Shall the Press Be Muzzled?

     Let us hope that Americans will not be led by their horror at the murder of the late President to do themselves a mischief greater than the loss of the best of men. The consequences will not be confined to themselves. The influence of American opinion has increased, especially in England. It is even doubtful whether, if American sentiment had been in its normal state, we should have had this hideous South African war. In Europe there are plenty of reactionists who would hail the signal for repression of opinion held out by the American republic.

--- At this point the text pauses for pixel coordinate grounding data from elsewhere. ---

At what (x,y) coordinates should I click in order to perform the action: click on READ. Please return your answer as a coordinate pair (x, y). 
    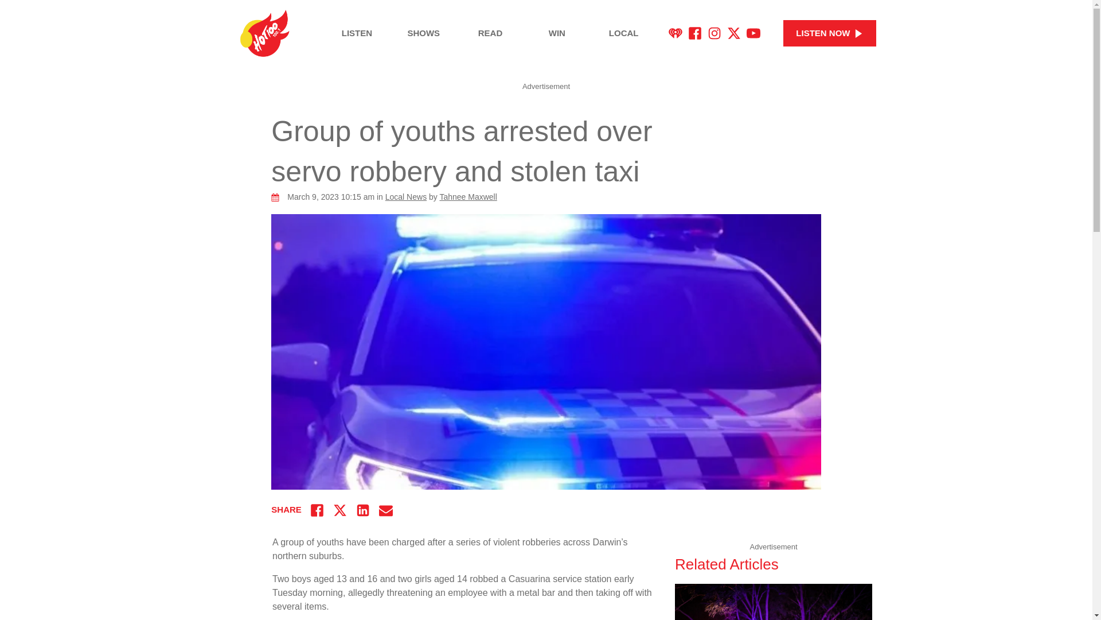
    Looking at the image, I should click on (490, 33).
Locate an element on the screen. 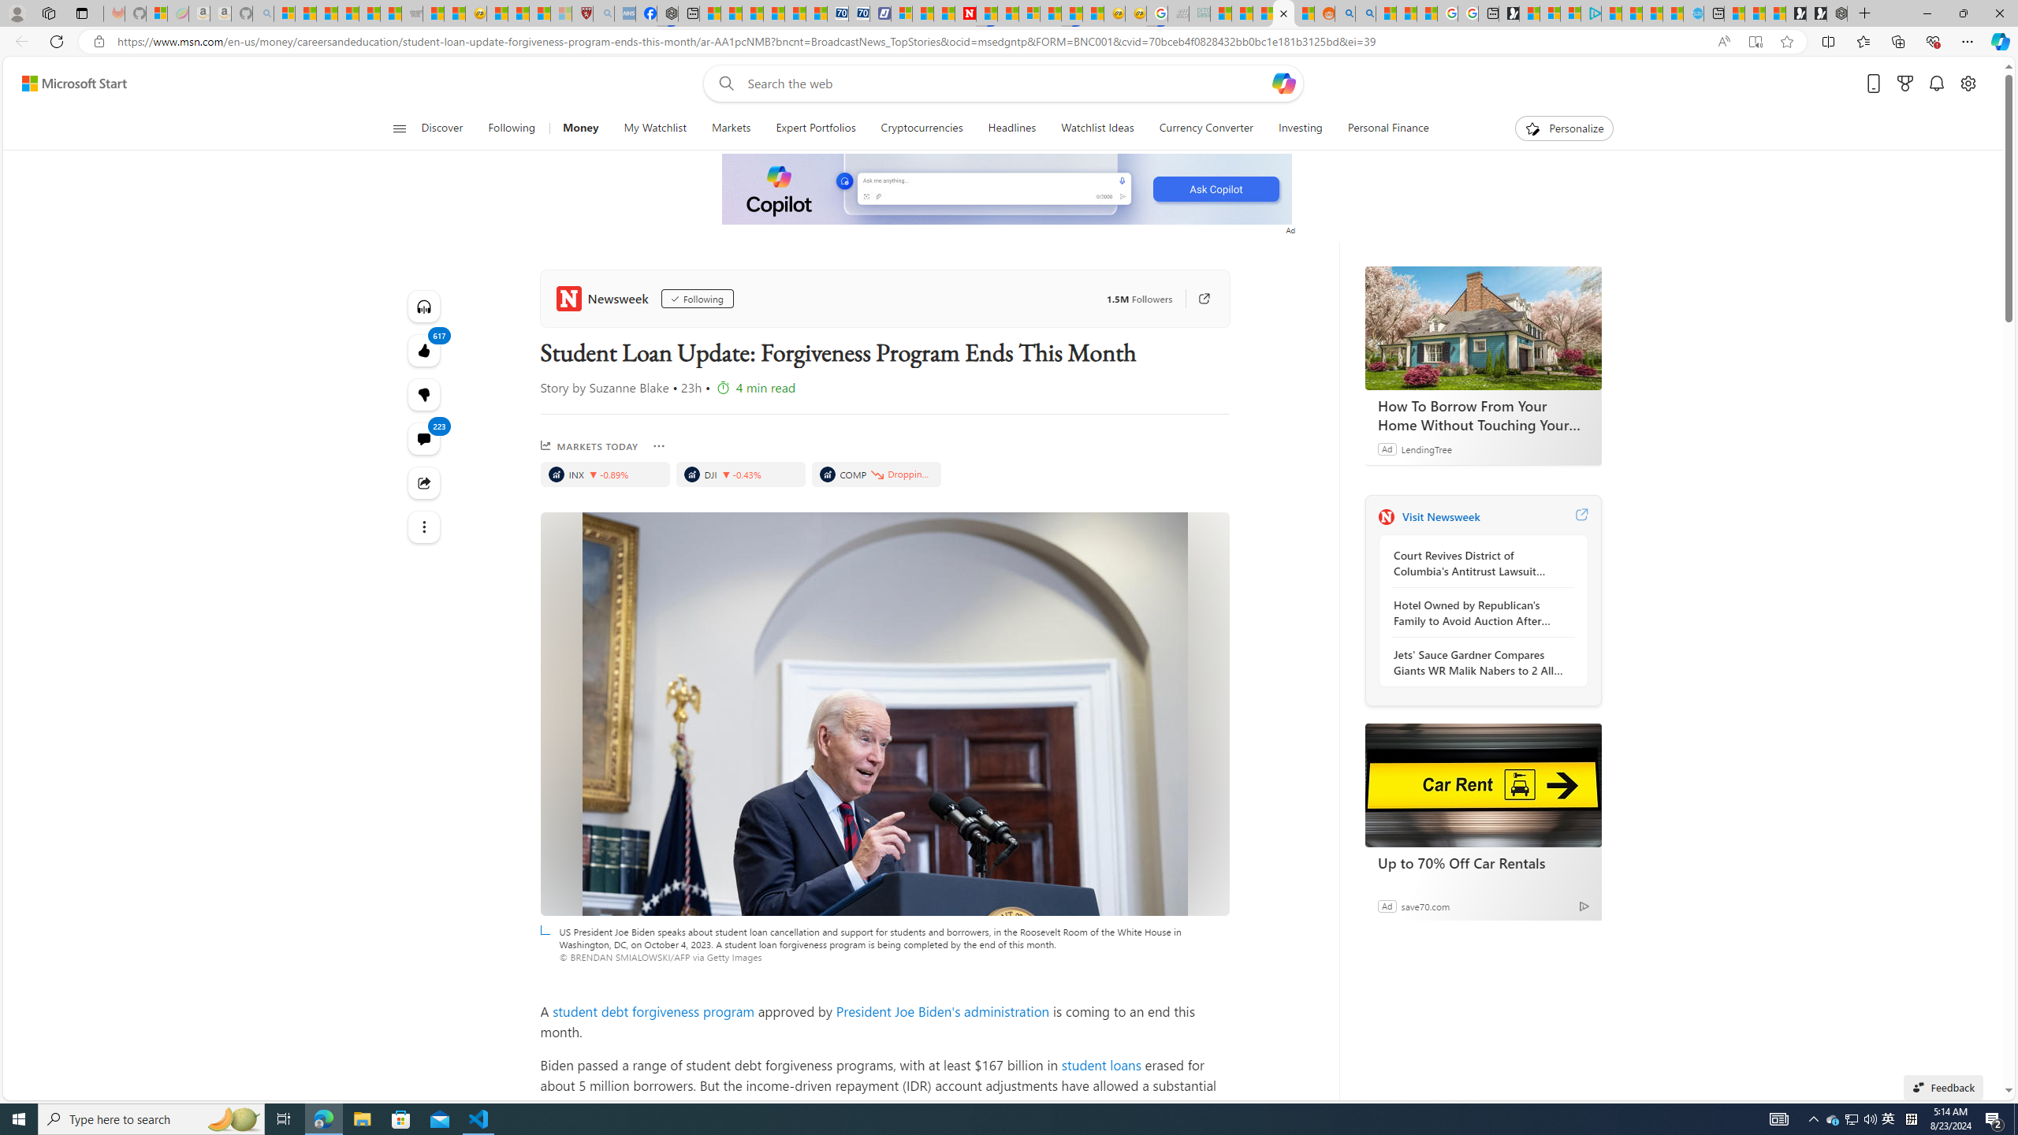 The width and height of the screenshot is (2018, 1135). View comments 223 Comment is located at coordinates (424, 439).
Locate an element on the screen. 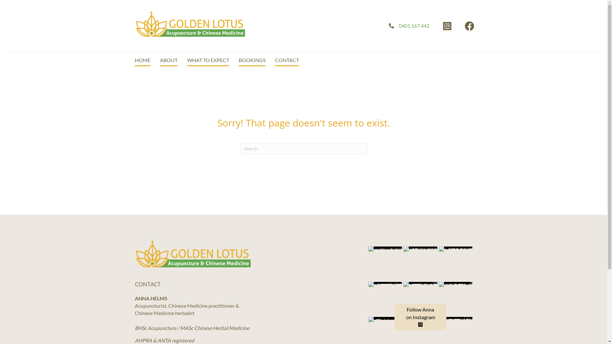 The image size is (612, 344). GoldenLotus_Logo_2023 is located at coordinates (193, 254).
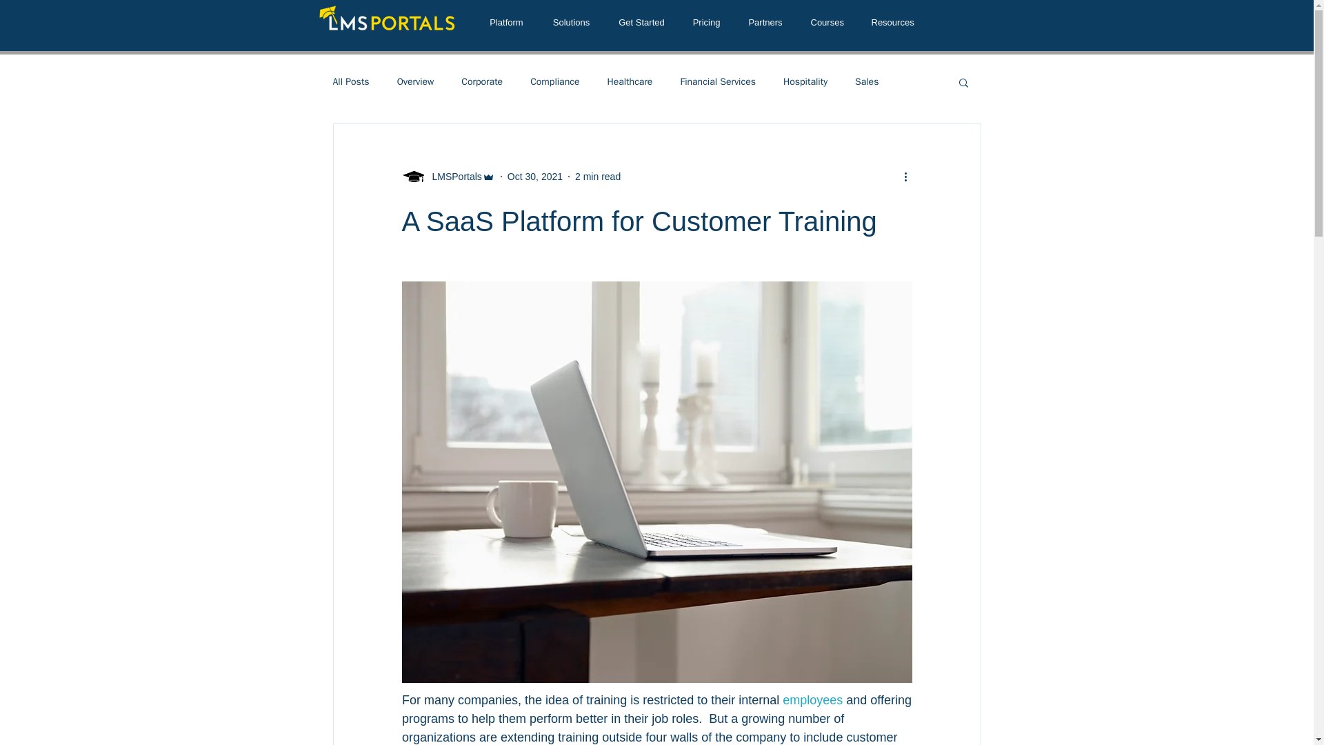 This screenshot has width=1324, height=745. I want to click on Overview, so click(415, 82).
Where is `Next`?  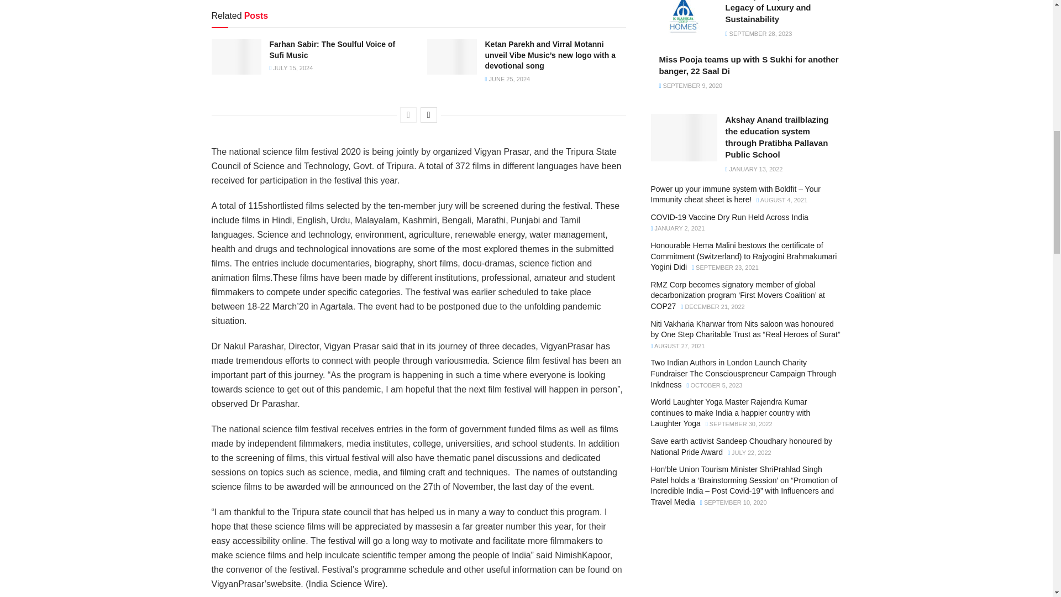
Next is located at coordinates (429, 115).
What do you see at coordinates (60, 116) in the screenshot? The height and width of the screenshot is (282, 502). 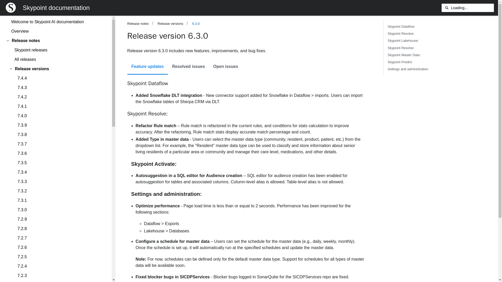 I see `7.4.0` at bounding box center [60, 116].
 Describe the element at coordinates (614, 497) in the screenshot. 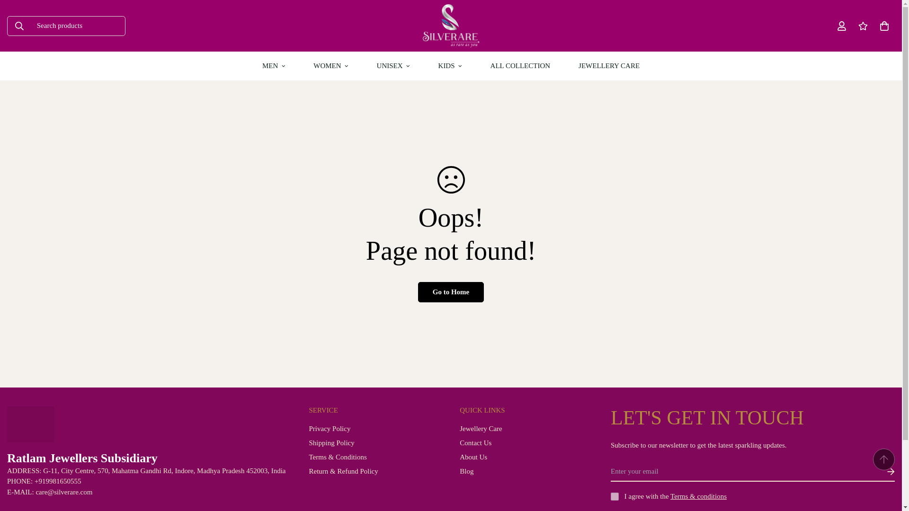

I see `SILVERARE` at that location.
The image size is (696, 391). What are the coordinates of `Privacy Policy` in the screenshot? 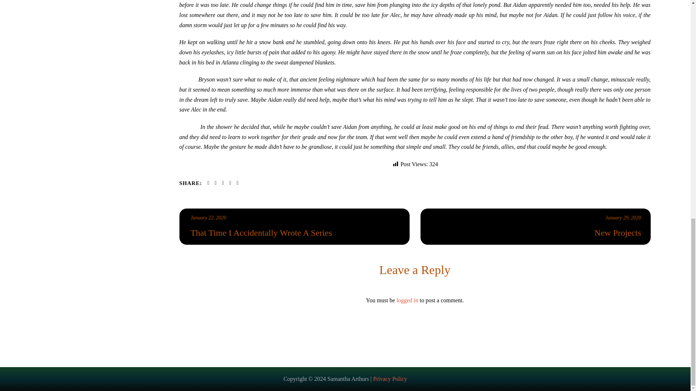 It's located at (390, 379).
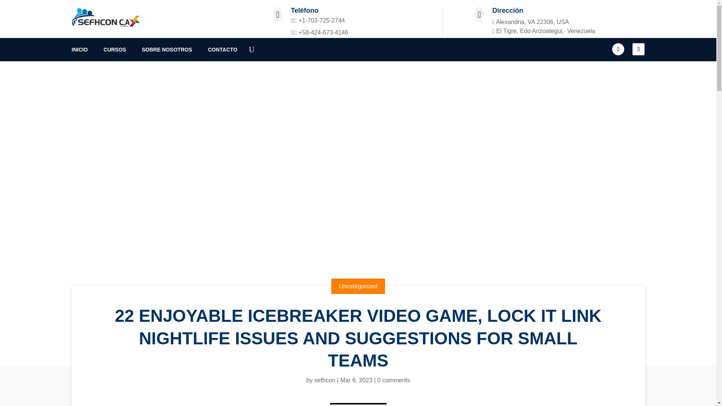 This screenshot has height=406, width=722. I want to click on Sobre nosotros, so click(391, 279).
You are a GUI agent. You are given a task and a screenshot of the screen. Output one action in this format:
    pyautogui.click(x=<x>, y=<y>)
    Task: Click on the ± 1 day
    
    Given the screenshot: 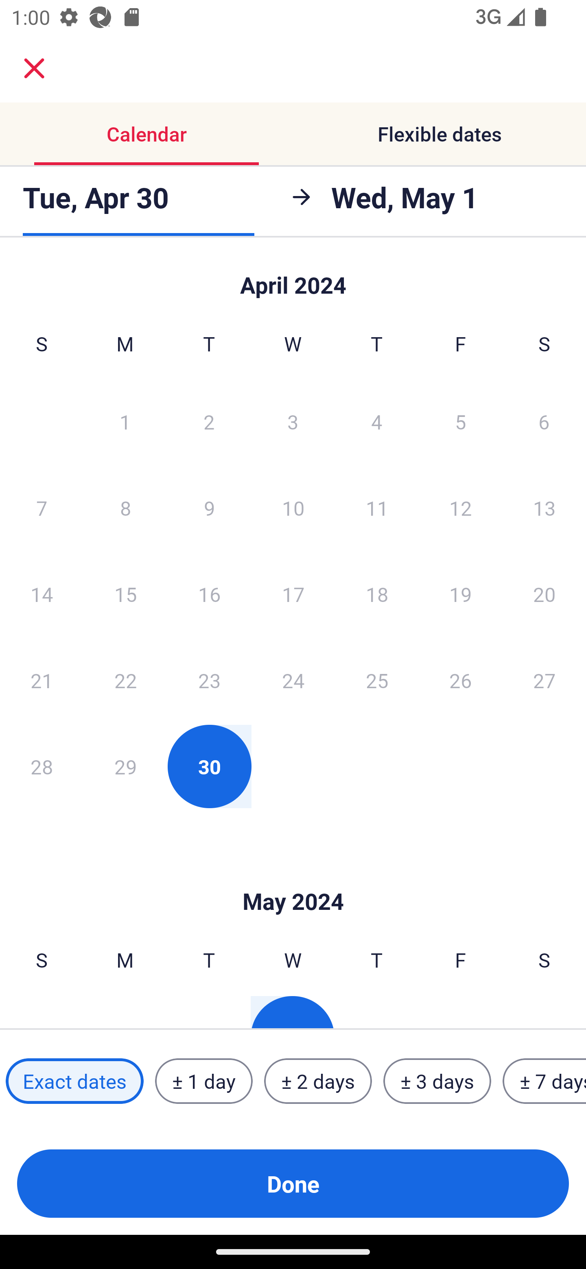 What is the action you would take?
    pyautogui.click(x=204, y=1082)
    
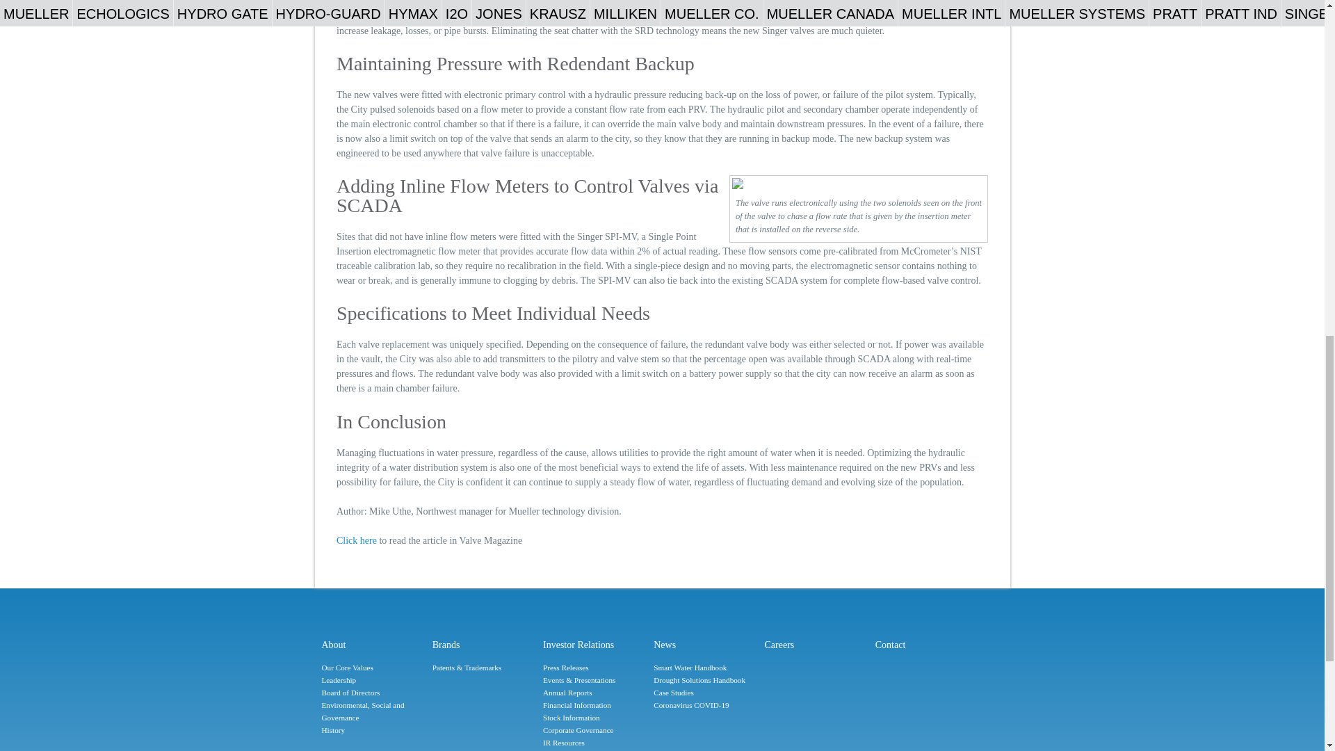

     Is there anything in the murder of the late President pointing to the necessity of such a change of principle as the restriction of the freedom of the press? Have we any reason for thinking that Czolgosz imbibed his evil inspiration from the newspapers? He appears to have imbibed it from the lectures of Emma Goldman. If Emma Goldman incites to crime, put her down. Put down any one who in a newspaper or elsewhere incites to crime. But criticism of the acts or public characters of persons in authority, though it may make those persons objects of odium, is not inciting to crime. The antidote to unjust criticism grows, in a free press, beside the bane.
     Does there appear to have been a single case of political assassination traceable to criticism in the press? Did Junius, the keenest as well as the bitterest and most malignant of critics, breed or show any tendency to breeding an assassin? Was George III., the Duke of Grafton, or any other victim of Junius, for a moment in danger of his life?
     Three Presidents, cry the advocates of restriction, have been assassinated in a single generation. They might as well add to the list the assassination of Julius Cæsar or Henry IV. There is not the faintest connection between the three cases, nor do they together form any ground for exceptional legislation.
     It is doubtful even whether the safety of persons in authority would be increased by the suppression of criticism. You might be only closing the safety-valve.
     If dangerous conspiracies of any kind are on foot, let us increase the police and the detective force, not renounce principles and discard the great securities for freedom.
     It might be difficult even to define anarchism, as Congress is exhorted to do, for the purpose of criminal law. Anarchism, though always fatuous, is not always murderous. In Shelley or in Kropotkin it is the belief that human nature is good; that the manifestation of its goodness is prevented by artificial institutions; and that if we were rid of these there would be a reign of spontaneous love. Read Shelley’s “Revolt of Islam,” and this will be seen. It is when maddened by discontent and supposed wrong that anarchism becomes murderous. It would not be easy even to draw the line between anarchism and the more pronounced forms of socialism and communism, which are capable of becoming murderous, as the Paris Commune showed. All social revolutionists, even Utopians, such as Mr. Bellamy, are Anarchists in a certain sense. They want to be rid of the whole existing order of things. But nobody thinks that the expression of Socialist, Communist or Utopian ideas is a proper subject for criminal repression.
     Go to Naples. Look upon that immense expanse of penury, squalor and wretchedness. Think that half the coarse crust and half the cup of poor wine are being taken from those people to keep up a vast army and navy for the objects of a preposterous ambition. The wonder is not that there are a few murderous Anarchists, but that they do not swarm.
     Anarchism, in its deepest sense, is disregard of law—municipal, international or moral. Emperors who give the word for indiscriminate massacre, Governments which go about burning homesteads and crowding women and children into pestilential camps are Anarchists and propagators of anarchism. Of that spirit, partly perhaps because religious sanctions have been losing their force, the world just now is full. It prevails in the highest places as well as in the lowest.
     The trial of Czolgosz at Buffalo, conducted amid the whirlwind of popular passion with perfect calmness, dignity and equity, and with a strict observance of all securities for justice, is the best protest against anarchism which has hitherto been made in connection with this deplorable affair.